ECOT online school could close this month as it loses money, "sponsor" support

ECOT supporters rallied in favot of their school outside the Ohio Statehouse earlier this year, but the school is facing financial troubles and may have to close by the end of this month.(Patrick O'Donnell/The Plain Dealer)

CLEVELAND, Ohio -- The controversial ECOT online charter school could close by the end of this month after financial woes led its sponsor and oversight agency to pull away.

The Electronic Classroom of Tomorrow (ECOT) was told Wednesday by its sponsor, the Educational Service Center of Lake Erie West, that it will suspend its sponsorship because the school cannot meet its financial and legal obligations for the rest of this school year.

The school has five days to appeal that decision, but it would have to close if its appeal is not granted. Charter schools must have a sponsor to operate.

The school has maintained that it will run out of money by March because it must pay back $2.5 million a month to the state. That goes toward $80 million the Ohio Department of Education says ECOT was improperly paid in recent years for inflated student counts.

The school is appealing those repayments to the Ohio Supreme Court, with oral arguments scheduled for Feb. 13, but the court has denied ECOT's request to block the repayments while the case plays out.

April Morin, who heads charter school oversight for the sponsoring ESC, told the school in a letter Wednesday that it must act now, not after money runs out.

"If ECOT's available funds are depleted in March or April 2018, it will be forced to close in the middle of a semester for students, causing substantial disruption and potential harm to ECOT's more than 12,000 students," Morin wrote.

ECOT's second quarter ends on Jan. 18.

ECOT will also lose a state-required bond for its treasurer by Jan. 27, which would make operations after that illegal.

And, Morin noted, "If ECOT continues to operate until available funds are almost depleted, there is a substantial risk that ECOT employees will not be paid for their service."

ECOT spokesman Neil Clark said the school could survive longer if the repayment amount is reduced.

"We are actively working with the sponsor to remedy the suspension and have been working with ODE over the last year to settle," Clark said. "ODE has not agreed to our settlement options. Our goal is to keep ECOT's doors open and our students in the classroom and provide them with the education they deserve and the setting that is appropriate for their needs."

State Sen. Peggy Lehner, chair of the Senate Education Committee, said legislators will watch what happens, but her concern is mostly for the roughly 12,000 students who would have to find another school mid-year.

"It's going to throw a lot of kids into scrambling to find someplace to land that they are comfortable with," she said.

ECOT, Ohio's largest online school, has drawn controversy in recent years both because of its repeated F grades on state report cards but also its state funding.

An attendance review by the department for the 2015-16 school year found that ECOT could document class participation of only 6,300 of its 15,300 students -- a 59% gap - leading the state school board to demand that ECOT repay $60 million.

In September, the state found that for the 2016-17 school year ECOT can properly document about 11,600 of the 14,200 students it claimed. ECOT could not prove that the other 18.5 percent of its students did enough classwork to satisfy the state.

That's a large reduction from the issues in 2015-16, but could still lead the state to demand repayment of $19.3 million of the $104 million in tax dollars the school took in last year.

ECOT has been fighting the department in multiple courts, claiming that the state is supposed to pay the school based solely on its enrollment, and that the state improperly changed the rules to base funding on how long students are signed on to the school's online learning program.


__What you need to do__: Would you filter the listing below so that only lines with the word "than" remain?

__Data records__:

=-=-=

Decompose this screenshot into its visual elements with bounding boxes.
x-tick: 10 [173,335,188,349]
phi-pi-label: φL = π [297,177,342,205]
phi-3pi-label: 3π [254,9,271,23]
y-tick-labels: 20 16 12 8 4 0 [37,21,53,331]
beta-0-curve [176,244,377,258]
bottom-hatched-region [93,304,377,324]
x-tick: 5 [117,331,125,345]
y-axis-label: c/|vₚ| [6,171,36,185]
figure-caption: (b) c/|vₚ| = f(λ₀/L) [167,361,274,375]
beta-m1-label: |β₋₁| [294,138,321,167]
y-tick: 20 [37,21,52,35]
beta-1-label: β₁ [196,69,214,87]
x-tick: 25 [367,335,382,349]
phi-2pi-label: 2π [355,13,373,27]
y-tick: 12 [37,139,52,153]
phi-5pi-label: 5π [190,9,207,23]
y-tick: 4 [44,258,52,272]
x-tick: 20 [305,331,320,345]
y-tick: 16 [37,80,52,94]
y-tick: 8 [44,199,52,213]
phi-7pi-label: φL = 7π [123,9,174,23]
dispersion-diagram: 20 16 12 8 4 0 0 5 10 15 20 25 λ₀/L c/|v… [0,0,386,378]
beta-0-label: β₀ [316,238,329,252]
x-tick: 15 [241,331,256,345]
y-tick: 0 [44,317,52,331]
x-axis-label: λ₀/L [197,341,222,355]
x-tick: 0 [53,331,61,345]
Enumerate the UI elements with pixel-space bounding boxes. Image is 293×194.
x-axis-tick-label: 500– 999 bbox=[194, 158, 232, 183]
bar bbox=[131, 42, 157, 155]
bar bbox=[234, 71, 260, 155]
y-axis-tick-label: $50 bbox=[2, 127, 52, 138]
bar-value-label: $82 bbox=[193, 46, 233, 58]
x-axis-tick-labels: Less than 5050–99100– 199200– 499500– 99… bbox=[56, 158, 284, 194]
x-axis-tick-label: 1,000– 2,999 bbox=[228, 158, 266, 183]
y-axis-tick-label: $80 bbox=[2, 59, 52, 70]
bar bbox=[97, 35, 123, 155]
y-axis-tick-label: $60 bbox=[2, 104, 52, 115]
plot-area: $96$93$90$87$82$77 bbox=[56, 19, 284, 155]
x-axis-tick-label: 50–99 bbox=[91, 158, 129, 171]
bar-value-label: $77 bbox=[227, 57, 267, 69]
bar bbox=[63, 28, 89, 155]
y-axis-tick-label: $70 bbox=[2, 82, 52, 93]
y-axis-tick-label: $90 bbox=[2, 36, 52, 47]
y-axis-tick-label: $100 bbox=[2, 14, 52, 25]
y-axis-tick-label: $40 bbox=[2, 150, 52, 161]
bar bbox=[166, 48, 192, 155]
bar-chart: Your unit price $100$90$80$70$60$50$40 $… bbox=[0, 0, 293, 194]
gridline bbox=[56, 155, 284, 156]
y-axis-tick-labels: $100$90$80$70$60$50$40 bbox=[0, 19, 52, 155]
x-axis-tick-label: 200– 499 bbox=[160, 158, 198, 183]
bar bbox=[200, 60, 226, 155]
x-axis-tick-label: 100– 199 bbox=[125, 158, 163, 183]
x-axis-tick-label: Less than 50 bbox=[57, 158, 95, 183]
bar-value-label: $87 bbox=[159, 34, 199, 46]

=-=-=

__Answer to this task__:
x-axis-tick-labels: Less than 5050–99100– 199200– 499500– 99… bbox=[56, 158, 284, 194]
x-axis-tick-label: Less than 50 bbox=[57, 158, 95, 183]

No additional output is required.